As lunchtime drew near and our line still failed to make progress, the anger overflowed. Elderly men tried to rush the classroom where the cards were being issued. “I am old and sick. I can’t stand in line anymore,” said a frail, turbaned man without a single tooth in his lower jaw. “If you’re sick, go be first in line at the hospital,” replied a young man. One of the election workers escorted a mullah to the door of the classroom. Usually clergy are accorded enormous respect in Afghanistan, but this morning the crowd was not having it. “Soldiers give blood,” shouted one person, referring to the dozens of uniformed men who had cut the line. “What does the mullah give?” The mullah entered silently, his head bowed. When he emerged with his voter card, another chant was started: “The unjust mullah! The unjust mullah!” He walked quickly out of the school.

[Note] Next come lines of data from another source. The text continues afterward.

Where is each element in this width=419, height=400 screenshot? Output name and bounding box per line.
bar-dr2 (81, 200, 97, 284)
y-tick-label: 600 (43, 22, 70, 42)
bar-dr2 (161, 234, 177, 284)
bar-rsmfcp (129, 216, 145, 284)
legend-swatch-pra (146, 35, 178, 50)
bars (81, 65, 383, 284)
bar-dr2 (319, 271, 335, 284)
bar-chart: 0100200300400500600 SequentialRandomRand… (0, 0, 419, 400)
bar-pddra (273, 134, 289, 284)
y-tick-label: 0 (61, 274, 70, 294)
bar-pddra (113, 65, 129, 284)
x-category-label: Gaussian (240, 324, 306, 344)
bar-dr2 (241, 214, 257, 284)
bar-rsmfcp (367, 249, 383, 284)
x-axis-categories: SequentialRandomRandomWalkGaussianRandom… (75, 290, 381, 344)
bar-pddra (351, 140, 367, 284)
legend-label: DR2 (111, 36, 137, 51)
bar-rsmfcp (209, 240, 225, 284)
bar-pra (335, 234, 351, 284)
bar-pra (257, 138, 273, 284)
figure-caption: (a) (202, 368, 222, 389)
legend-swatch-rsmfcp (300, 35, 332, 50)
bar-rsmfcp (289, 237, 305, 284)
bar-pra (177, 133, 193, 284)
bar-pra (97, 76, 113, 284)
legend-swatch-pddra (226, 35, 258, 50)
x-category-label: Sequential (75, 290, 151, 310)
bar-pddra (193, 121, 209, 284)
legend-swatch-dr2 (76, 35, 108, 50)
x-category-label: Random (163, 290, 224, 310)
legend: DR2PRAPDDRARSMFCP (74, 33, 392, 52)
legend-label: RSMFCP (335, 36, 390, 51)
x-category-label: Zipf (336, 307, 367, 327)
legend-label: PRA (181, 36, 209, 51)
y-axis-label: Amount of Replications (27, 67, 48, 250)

At 11:50 A.M., after more than six hours of waiting and just before the three clerks inside the classroom went on their hour-long lunch break, Qiam and I got our cards. Frustration and exhaustion — partially of our doing, since we’d waited until election eve to register — overshadowed our excitement. Not that the run-up to the elections has been all that politically exciting anyway. None of the presidential candidates seems prepared to address the challenges Afghanistan will face in its first transition of power since Karzai took office. Some fail to realize the enormity of those challenges; others are simply too divisive. Still, the crowd at the school seemed intent on affirming what Afghanistan has lacked in recent decades — democratic continuity — even in the face of lackluster candidates and Taliban fearmongering.

My friends registering on the women’s side later reported that the female security officer at the gate had told each person she frisked that police had intelligence on a possible suicide attack — which was either true or a way of discouraging people from waiting. But as far as my friends could see, no one left without a voter card.